There are times when we are required to do some manipulations on fields that are stored as strings. Typical calculations that we may do on strings are as follows:
In the following recipe, let's do some string manipulations to create new calculated fields.
For the following recipe, we will use the Customer Name field from the Orders sheet from Sample - Superstore.xlsx
data and we will continue working in the same workbook, My first Tableau Workbook
.
Let us get started by creating a fresh new sheet.

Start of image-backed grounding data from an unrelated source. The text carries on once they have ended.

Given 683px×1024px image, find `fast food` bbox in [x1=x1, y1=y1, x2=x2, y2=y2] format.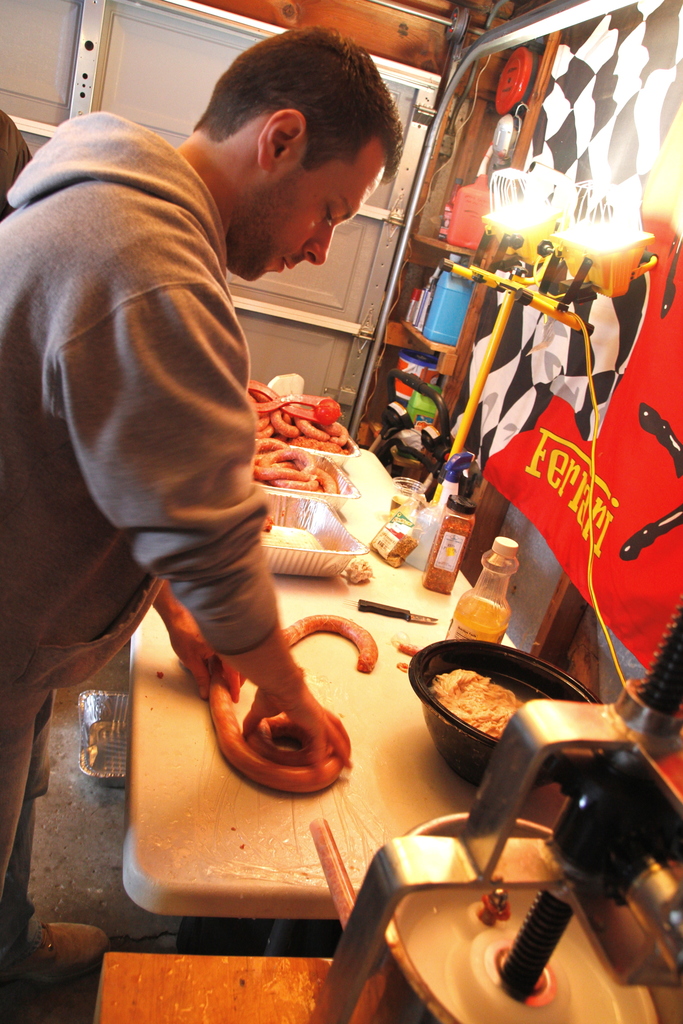
[x1=426, y1=664, x2=527, y2=733].
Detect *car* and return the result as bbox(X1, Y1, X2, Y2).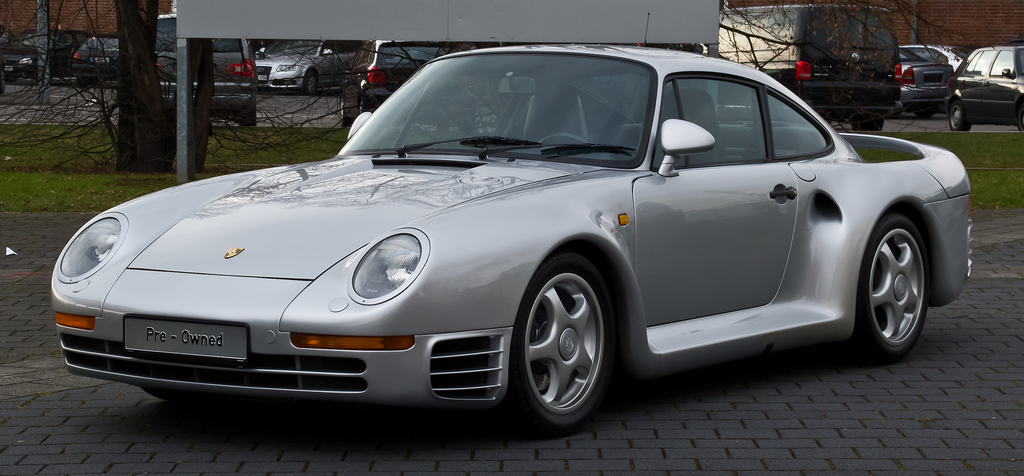
bbox(895, 45, 961, 117).
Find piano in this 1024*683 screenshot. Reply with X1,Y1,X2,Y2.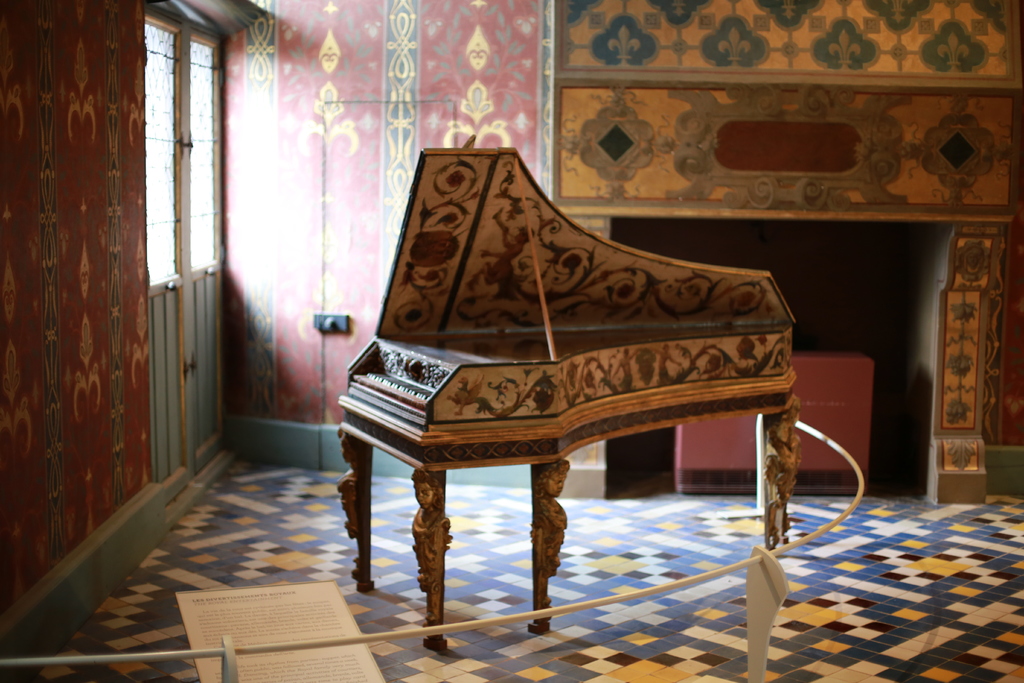
335,142,808,655.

In the preceding recipe, we did two things. Firstly, we used the Split function in Tableau to extract part of the entire string to get a substring that gave us two new calculations called Customer First Name and Customer Last Name. Since this was a shortcut functionality that was quickly available, we used the same. However, the exact same formula that Tableau has auto-computed for us could also have been written from scratch in the Create Calculated Field… window.
Next, after we got the Customer First Name and Customer Last Name fields, we then concatenated the Customer First Name and Customer ID field using a + operator to create a single field called Concatenated string.

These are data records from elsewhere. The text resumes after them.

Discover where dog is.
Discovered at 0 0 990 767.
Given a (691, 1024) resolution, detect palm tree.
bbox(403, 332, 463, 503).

Now, the Customer ID field in our data is alphanumeric and Tableau is treating it as a String data type. However, imagine if the Customer ID field had numeric values, Tableau would treat it as an Integer data type. In that case, if we tried concatenating the Customer First Name and Customer ID fields using a + operator, Tableau would throw an error that would prohibit us from adding a String field (Customer First Name) and an Integer field (Customer ID).
In order to resolve this kind of data type mismatch issue, we can simply do a Type Conversion on Customer ID and convert it into String. We could use the STR()
function and our calculation would be updated as [Customer First Name]+STR([Customer ID]).